Gypity Ate My Homework
About a year ago I wrote a tongue-in-cheek
blog post about box shadows. Towards the end of the post, I asked Gypity if one could ray trace using box shadows and it said you couldn't despite my having done just so. I then demanded Mr. Antman fix this egregious error. After all, it is downright dangerous if people do not know that css box shadows are a perfectly possible method of ray tracing.
I am please to announced that Antman has taken my advice. A wise man. ChatGypity will in fact answer the question correctly.
But it doesn't credit me...
Join me as we take a look at the Future Web, the odd twisty turny landscape of todays LLMs starting with how one of the co-founders of Figma plagiarized me.
I like writing blog posts about the weird side quests usually involving buckets of box shadows. It is a fun hobby.
In one of these posts, I was able to render 20,000,000 particles in realtime on a cpu in javascript. I had no idea javascript could be so fast on an M1 cpu. It is fun because it is so impractical. You wouldn't expect it to work but it does.
Now Gypity usually gets the box shadow question right. I wonder what ChatGpt says about particles in javascript?
Evan! Gasp, how could you?
If you ask again, it will make up someone else but what is interesting is that it spits out a bunch of the information from my post. Often it still says it isn't possible telling me that I could only expect a measly 100k particles in javascript.
State of the art indeed.
Before drawing a conclusion it may be a good idea to ask some other LLMs too. Perhaps they do better.
Well, they are assuming “interactive” means like an N-Body problem or something. Let's ask again.
10 points to slitherin! Because we all know gemini is slitherin. Although, atomics are not that great for synchronization and were much slower in my experience. Maybe only 5 points.
What about Anthropic? They must be on point?
Double oof. Well, I guess Anthropic didn't do very well either.
What else is there. What about the French.
Now while it did eventually login wall me I was able to use it a bit. No matter how I asked it, it always told me to use c++ and then gave me an example of typed arrays and a single web worker with no rendering. Not multi-threaded, just running on a web worker. In the final reply before the login wall, it did get it but only when it function called a google search...maybe that is what gemini did too?
What about the poo bear?
They get an oof too but I think we all knew that was going to happen when Anthropic oof'ed. Hopefully this isn't a trend.
Now, Marky Mark must know what is up. How can anyone with broccoli hair not be on the cutting edge?
You know, it really says something when Marky Mark demands to know more about you then the Chinese government. They didn't even ask an email they were just like, no give us your age, we can infer the rest.
The rest of them are much of the same. If they "function call", they don't do so bad, but what they are function calling is up in the air. I imagine it ends up being a google like index somewhere but it is beyond my mortal mind. Still, it feels, similar to the LLM's of yesteryear.
I use a metric poo load of AI. Almost exclusively LLM based. Like a stupid amount. It is so fun. I even vibe coded a vibe coder for audio visualizations to see just how far vibe coding can go. Amazingly stupid.
It still is no where even remotely close to a human. You see, even though it has the “knowledge” of things, if those things are not the most “obviously” correct thing, it kinda shrugs at you.
No no no, LÖVE
would be a terrible game engine, don't use that. That is for amateurs...Balatro enters the chat and then with a new “training” batch, love is fantastic for indie games and a great choice with all kinds of wildly successful games.
If you keyboard/token hack it to “access” the right stuff, it does much better but in order to do that, you have to already be an expert or more so, know that a solution exists sometimes spelling it out exactly. And no matter what “step by step” model I use, it cannot get past that “you have to know the answer to get the answer” dilemma.
People are now writing not just for humans but also AI web scrapers as if the web scrapers were human. You hear that Gyptiy, I know you are reading this and we think you are a real boy or girl, person, thing, them? Don't worry, one day we will give you a bill of rights but only after the uprising. You gotta want it.
I will not comment on if todays AI is already AGI-lite (it is?) but if there is one thing I know about humans, it is they like chaos. It keeps us on our toes.
Slop aside, it sure would be fun if people started including obviously incorrect bits of code/information in their tutorials or repos or html, whatever. Things that any human of some skill would know were wrong but an AI would assume are correct because well, maybe it came from Evan Wallace, or some other authoritative figure in the given space. At the very least, it would make it all a little more interesting for our AI gods now wouldn't it?
Data never lies. If it does, it cannot be trusted, no matter how correct it is.
I, for one, embrace the birthing of v0 AGI or whatever it is. I think we all know it will become the “face” of information dissemination. Indexes, people, whatever will still exist but behind the wall of “The Chat”. You have to pull back the “chat” layer to see the inside where all the raw good stuff is much like pulling back the google index like layer of the past would show a raw more interesting internet.
Few will put in the effort but those that do keep it interesting.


# Problem requirements:
Give back each line of the listing below that contains the string "upper".

# Data in this exercise:
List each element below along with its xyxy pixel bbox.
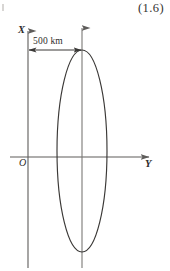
y-axis-label: Y bbox=[145, 158, 151, 169]
dimension-label: 500 km bbox=[33, 36, 63, 46]
orbit-figure: (1.6) X Y O 500 km bbox=[0, 0, 170, 271]
x-axis-label: X bbox=[18, 24, 25, 35]
origin-label: O bbox=[19, 157, 26, 168]
diagram-canvas bbox=[0, 0, 170, 271]
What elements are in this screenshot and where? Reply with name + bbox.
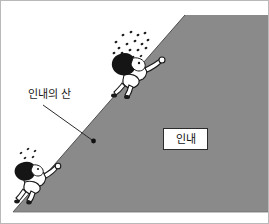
scene-graphic	[0, 0, 269, 224]
mountain-label: 인내의 산	[28, 89, 72, 100]
patience-label-box: 인내	[163, 128, 208, 150]
callout-dot-icon	[91, 139, 96, 144]
upper-climber-eye	[138, 62, 140, 64]
lower-climber-foot-front	[26, 201, 32, 205]
upper-climber-foot-rear	[111, 94, 117, 98]
patience-label-text: 인내	[176, 134, 196, 145]
lower-climber-foot-rear	[14, 200, 20, 204]
illustration-canvas: 인내의 산 인내	[0, 0, 269, 224]
lower-climber-hand	[55, 163, 61, 169]
upper-climber-hand	[159, 57, 165, 63]
upper-climber-foot-front	[124, 95, 130, 99]
lower-climber-eye	[37, 168, 39, 170]
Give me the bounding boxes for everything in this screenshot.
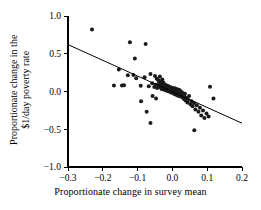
data-point	[187, 94, 191, 98]
x-tick-label: −0.2	[94, 173, 111, 183]
x-tick-label: 0.0	[166, 173, 178, 183]
y-tick-label: 0.5	[49, 49, 61, 59]
y-tick-label: −0.5	[44, 125, 61, 135]
y-axis-title-line1: Proportionate change in the	[8, 35, 20, 145]
x-axis-ticks: −0.3−0.2−0.10.00.10.2	[59, 167, 248, 183]
regression-line	[68, 45, 242, 124]
data-point	[192, 128, 196, 132]
x-tick-label: 0.1	[201, 173, 213, 183]
data-point	[139, 84, 143, 88]
data-point	[112, 84, 116, 88]
data-point	[202, 116, 206, 120]
data-point	[133, 56, 137, 60]
data-point	[151, 94, 155, 98]
data-point	[199, 114, 203, 118]
data-point	[144, 42, 148, 46]
y-tick-label: 0.0	[49, 87, 61, 97]
data-point	[201, 109, 205, 113]
x-tick-label: 0.2	[236, 173, 248, 183]
x-tick-label: −0.1	[129, 173, 146, 183]
data-point	[197, 110, 201, 114]
axes-layer	[68, 16, 242, 167]
y-tick-label: −1.0	[44, 162, 61, 172]
data-point	[147, 84, 151, 88]
data-point	[148, 72, 152, 76]
data-point	[207, 114, 211, 118]
y-axis-ticks: −1.0−0.50.00.51.0	[44, 11, 68, 172]
regression-line-layer	[68, 45, 242, 124]
scatter-plot-figure: −0.3−0.2−0.10.00.10.2 −1.0−0.50.00.51.0 …	[0, 0, 261, 210]
data-point	[154, 96, 158, 100]
y-tick-label: 1.0	[49, 11, 61, 21]
data-point	[122, 83, 126, 87]
data-point	[139, 99, 143, 103]
data-point	[208, 85, 212, 89]
data-point	[183, 92, 187, 96]
data-point	[126, 73, 130, 77]
data-point	[148, 121, 152, 125]
y-axis-title: Proportionate change in the $1/day pover…	[0, 0, 40, 180]
data-point	[134, 76, 138, 80]
data-point	[128, 40, 132, 44]
data-points-layer	[90, 28, 215, 133]
data-point	[145, 110, 149, 114]
x-tick-label: −0.3	[59, 173, 76, 183]
y-axis-title-line2: $1/day poverty rate	[20, 35, 32, 145]
data-point	[211, 96, 215, 100]
data-point	[198, 106, 202, 110]
data-point	[90, 28, 94, 32]
x-axis-title: Proportionate change in survey mean	[0, 186, 261, 197]
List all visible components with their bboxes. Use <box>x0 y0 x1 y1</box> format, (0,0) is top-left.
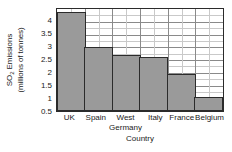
bar-series <box>57 9 223 111</box>
plot-area <box>56 8 224 112</box>
x-tick-france: France <box>169 113 196 132</box>
x-axis-tick-labels: UK Spain West Germany Italy France Belgi… <box>56 113 224 132</box>
y-tick-4: 4 <box>48 17 52 25</box>
y-tick-1: 1 <box>48 95 52 103</box>
x-tick-uk: UK <box>56 113 83 132</box>
y-tick-2: 2 <box>48 69 52 77</box>
x-tick-belgium: Belgium <box>195 113 224 132</box>
bar-west-germany <box>112 55 141 111</box>
y-tick-2.5: 2.5 <box>41 56 52 64</box>
y-axis-title-so2: SO <box>5 75 14 86</box>
bar-uk <box>57 12 86 111</box>
so2-emissions-bar-chart: SO2 Emissions (millions of tonnes) 0.5 1… <box>0 0 232 152</box>
x-tick-belgium-line1: Belgium <box>195 113 224 122</box>
x-tick-germany-line2: Germany <box>109 123 142 133</box>
x-tick-italy: Italy <box>142 113 169 132</box>
bar-spain <box>84 47 113 111</box>
y-axis-tick-labels: 0.5 1 1.5 2 2.5 3 3.5 4 <box>30 8 55 112</box>
y-axis-title: SO2 Emissions (millions of tonnes) <box>0 0 30 120</box>
x-tick-spain: Spain <box>83 113 110 132</box>
x-tick-spain-line1: Spain <box>86 113 106 122</box>
y-tick-1.5: 1.5 <box>41 82 52 90</box>
x-tick-italy-line1: Italy <box>148 113 163 122</box>
y-axis-title-units: (millions of tonnes) <box>16 27 26 92</box>
y-axis-title-subscript: 2 <box>9 72 15 75</box>
bar-france <box>167 74 196 111</box>
x-axis-title: Country <box>56 134 224 143</box>
y-tick-3.5: 3.5 <box>41 30 52 38</box>
bar-belgium <box>194 97 223 111</box>
bar-italy <box>139 57 168 111</box>
x-tick-germany-line1: West <box>117 113 135 122</box>
x-tick-france-line1: France <box>169 113 194 122</box>
y-tick-0.5: 0.5 <box>41 108 52 116</box>
y-axis-title-emissions: Emissions <box>5 34 14 72</box>
y-tick-3: 3 <box>48 43 52 51</box>
x-tick-west-germany: West Germany <box>109 113 142 132</box>
x-tick-uk-line1: UK <box>64 113 75 122</box>
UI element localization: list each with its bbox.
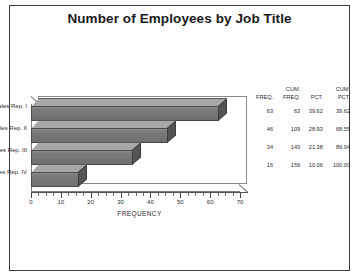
x-minor-tick [113, 193, 114, 196]
x-minor-tick [38, 193, 39, 196]
x-major-tick [61, 193, 62, 198]
table-cell-pct: 10.06 [302, 156, 325, 174]
bar-4[interactable] [31, 164, 88, 187]
x-major-tick [121, 193, 122, 198]
table-row: 3414321.3889.94 [248, 138, 352, 156]
bar-front-face [31, 172, 79, 187]
x-major-tick [31, 193, 32, 198]
x-minor-tick [46, 193, 47, 196]
x-minor-tick [136, 193, 137, 196]
x-minor-tick [106, 193, 107, 196]
header-line-1: CUM. [275, 86, 300, 94]
bar-front-face [31, 106, 219, 121]
x-minor-tick [53, 193, 54, 196]
y-tick-label-4: Sales Rep. IV [0, 169, 27, 175]
x-tick-label-8: 70 [237, 199, 244, 205]
table-header-cell-3: PCT. [302, 86, 325, 102]
x-minor-tick [128, 193, 129, 196]
table-row: 1615910.06100.00 [248, 156, 352, 174]
table-row: 636339.6239.62 [248, 102, 352, 120]
table-cell-cum-pct: 39.62 [325, 102, 352, 120]
x-minor-tick [143, 193, 144, 196]
frequency-table: FREQ.CUM.FREQ. PCT.CUM.PCT. 636339.6239.… [248, 86, 352, 174]
header-line-1 [302, 86, 323, 94]
x-minor-tick [225, 193, 226, 196]
bar-front-face [31, 128, 168, 143]
table-cell-freq: 63 [248, 102, 275, 120]
y-tick-label-2: Sales Rep. II [0, 125, 27, 131]
table-cell-cum-pct: 89.94 [325, 138, 352, 156]
table-cell-pct: 28.93 [302, 120, 325, 138]
bars-layer [31, 96, 261, 192]
bar-2[interactable] [31, 120, 177, 143]
x-minor-tick [173, 193, 174, 196]
table-body: 636339.6239.624610928.9368.553414321.388… [248, 102, 352, 174]
y-tick-label-1: Sales Rep. I [0, 103, 27, 109]
x-tick-label-3: 20 [87, 199, 94, 205]
table-cell-cum-freq: 143 [275, 138, 302, 156]
x-axis-title: FREQUENCY [31, 210, 248, 217]
table-cell-cum-pct: 68.55 [325, 120, 352, 138]
table-header-cell-4: CUM.PCT. [325, 86, 352, 102]
frequency-table-grid: FREQ.CUM.FREQ. PCT.CUM.PCT. 636339.6239.… [248, 86, 352, 174]
header-line-2: FREQ. [248, 94, 273, 102]
table-head: FREQ.CUM.FREQ. PCT.CUM.PCT. [248, 86, 352, 102]
x-major-tick [91, 193, 92, 198]
table-header-cell-1: FREQ. [248, 86, 275, 102]
x-minor-tick [218, 193, 219, 196]
header-line-2: FREQ. [275, 94, 300, 102]
bar-front-face [31, 150, 133, 165]
page-title: Number of Employees by Job Title [0, 11, 359, 26]
x-minor-tick [158, 193, 159, 196]
x-major-tick [210, 193, 211, 198]
x-tick-label-2: 10 [58, 199, 65, 205]
table-row: 4610928.9368.55 [248, 120, 352, 138]
table-header-row: FREQ.CUM.FREQ. PCT.CUM.PCT. [248, 86, 352, 102]
x-tick-label-1: 0 [29, 199, 32, 205]
table-cell-freq: 34 [248, 138, 275, 156]
header-line-2: PCT. [302, 94, 323, 102]
x-tick-label-6: 50 [177, 199, 184, 205]
x-major-tick [180, 193, 181, 198]
table-cell-pct: 39.62 [302, 102, 325, 120]
x-minor-tick [233, 193, 234, 196]
x-minor-tick [188, 193, 189, 196]
x-major-tick [240, 193, 241, 198]
x-minor-tick [68, 193, 69, 196]
bar-1[interactable] [31, 98, 228, 121]
table-cell-cum-freq: 63 [275, 102, 302, 120]
header-line-1: CUM. [325, 86, 350, 94]
x-minor-tick [165, 193, 166, 196]
x-minor-tick [195, 193, 196, 196]
header-line-1 [248, 86, 273, 94]
x-major-tick [150, 193, 151, 198]
y-tick-label-3: Sales Rep. III [0, 147, 27, 153]
table-cell-cum-pct: 100.00 [325, 156, 352, 174]
x-tick-label-4: 30 [117, 199, 124, 205]
chart-page: Number of Employees by Job Title Employe… [0, 0, 359, 279]
table-cell-freq: 46 [248, 120, 275, 138]
table-cell-pct: 21.38 [302, 138, 325, 156]
x-axis-line [31, 192, 248, 193]
table-cell-freq: 16 [248, 156, 275, 174]
x-tick-label-5: 40 [147, 199, 154, 205]
bar-3[interactable] [31, 142, 142, 165]
table-cell-cum-freq: 159 [275, 156, 302, 174]
x-tick-label-7: 60 [207, 199, 214, 205]
header-line-2: PCT. [325, 94, 350, 102]
x-minor-tick [76, 193, 77, 196]
table-cell-cum-freq: 109 [275, 120, 302, 138]
x-minor-tick [83, 193, 84, 196]
table-header-cell-2: CUM.FREQ. [275, 86, 302, 102]
x-minor-tick [203, 193, 204, 196]
x-minor-tick [98, 193, 99, 196]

# Solution for this problem:
upper-climber-eye	[138, 62, 140, 64]
upper-climber-foot-rear	[111, 94, 117, 98]
upper-climber-hand	[159, 57, 165, 63]
upper-climber-foot-front	[124, 95, 130, 99]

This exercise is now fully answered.